Dive Brief:
- The activist group California Hedge Clippers has released 76 names of wealthy Californians who they say were part of a dark-money effort to bring down a proposed school-funding tax on high-income earners and limit the power of unions.
- The Los Angeles Times reports the donations were made in 2012 when two propositions were on the ballot covering these two issues, and following an investigation by California regulators, activists have been able to cross-reference partially redacted files to find out who made the circuitous donations that, at first, were secret.
- Among those named are the heirs to the Gap fortune (the Fisher family), Silicon Valley executive John H. Scully and Hyatt Hotel heir Anthony Pritzker, who donated $18.3 million, $500,000, and $100,000, respectively, to a group called Americans for Job Security.
Dive Insight:
America’s wealthiest individuals have incredible power to influence elections by buying more attention on their issues and ensuring their talking points are the ones that get to voters. In a similar fashion, education policy has been significantly affected by the priorities of Bill and Melinda Gates, Eli and Edythe Broad, and the Walton family. Their foundations hold sway by offering millions of dollars in grants to individual districts and states that commit to testing out their educational priorities.
Mark Zuckerberg and Priscilla Chan have become the next generation of such education donors, and their attempts to turn around the Newark schools with a $100 million donation was chronicled in Dale Russakoff’s “The Prize: Who’s in Charge of America’s Schools.” Newark, it seems, was another example of how wealthy donors do not know what is best for schools. In a presidential election year, one wonders what these donors will be able to buy this time around.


__About this task__
Select and reproduce each line of the listing below that bears the string "Register".

__Entries provided__
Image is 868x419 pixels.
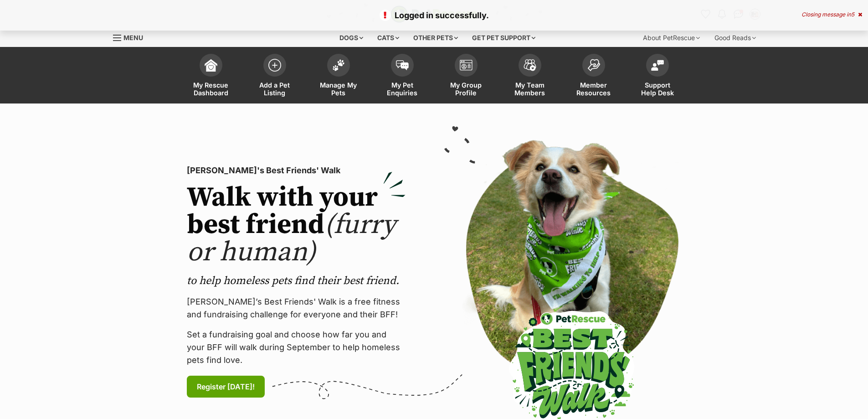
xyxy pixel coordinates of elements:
[306,49,370,104] a: Manage My Pets
[651,60,664,71] img: help-desk-icon-fdf02630f3aa405de69fd3d07c3f3aa587a6932b1a1747fa1d2bba05be0121f9.svg
[187,295,405,321] p: [PERSON_NAME]’s Best Friends' Walk is a free fitness and fundraising challenge for everyone and t...
[460,60,472,71] img: group-profile-icon-3fa3cf56718a62981997c0bc7e787c4b2cf8bcc04b72c1350f741eb67cf2f40e.svg
[187,328,405,367] p: Set a fundraising goal and choose how far you and your BFF will walk during September to help hom...
[708,28,762,47] div: Good Reads
[332,59,345,71] img: manage-my-pets-icon-02211641906a0b7f246fdf0571729dbe1e7629f14944591b6c1af311fb30b64b.svg
[124,34,143,41] span: Menu
[573,81,614,96] span: Member Resources
[637,81,678,96] span: Support Help Desk
[396,60,409,70] img: pet-enquiries-icon-7e3ad2cf08bfb03b45e93fb7055b45f3efa6380592205ae92323e6603595dc1f.svg
[179,49,243,104] a: My Rescue Dashboard
[523,59,536,71] img: team-members-icon-5396bd8760b3fe7c0b43da4ab00e1e3bb1a5d9ba89233759b79545d2d3fc5d0d.svg
[187,164,405,177] p: [PERSON_NAME]'s Best Friends' Walk
[187,208,396,269] span: (furry or human)
[187,184,405,266] h2: Walk with your best friend
[370,49,434,104] a: My Pet Enquiries
[268,59,281,72] img: add-pet-listing-icon-0afa8454b4691262ce3f59096e99ab1cd57d4a30225e0717b998d2c9b9846f56.svg
[205,59,217,72] img: dashboard-icon-eb2f2d2d3e046f16d808141f083e7271f6b2e854fb5c12c21221c1fb7104beca.svg
[197,381,254,392] span: Register [DATE]!
[466,28,542,47] div: Get pet support
[333,28,369,47] div: Dogs
[371,28,405,47] div: Cats
[187,273,405,288] p: to help homeless pets find their best friend.
[434,49,498,104] a: My Group Profile
[407,28,464,47] div: Other pets
[382,81,423,96] span: My Pet Enquiries
[187,376,265,398] a: Register [DATE]!
[587,59,600,71] img: member-resources-icon-8e73f808a243e03378d46382f2149f9095a855e16c252ad45f914b54edf8863c.svg
[254,81,295,96] span: Add a Pet Listing
[562,49,626,104] a: Member Resources
[498,49,562,104] a: My Team Members
[113,28,150,45] a: Menu
[318,81,359,96] span: Manage My Pets
[243,49,306,104] a: Add a Pet Listing
[637,28,706,47] div: About PetRescue
[509,81,550,96] span: My Team Members
[626,49,689,104] a: Support Help Desk
[445,81,486,96] span: My Group Profile
[190,81,231,96] span: My Rescue Dashboard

__Answer__
[197,381,254,392] span: Register [DATE]!
[187,376,265,398] a: Register [DATE]!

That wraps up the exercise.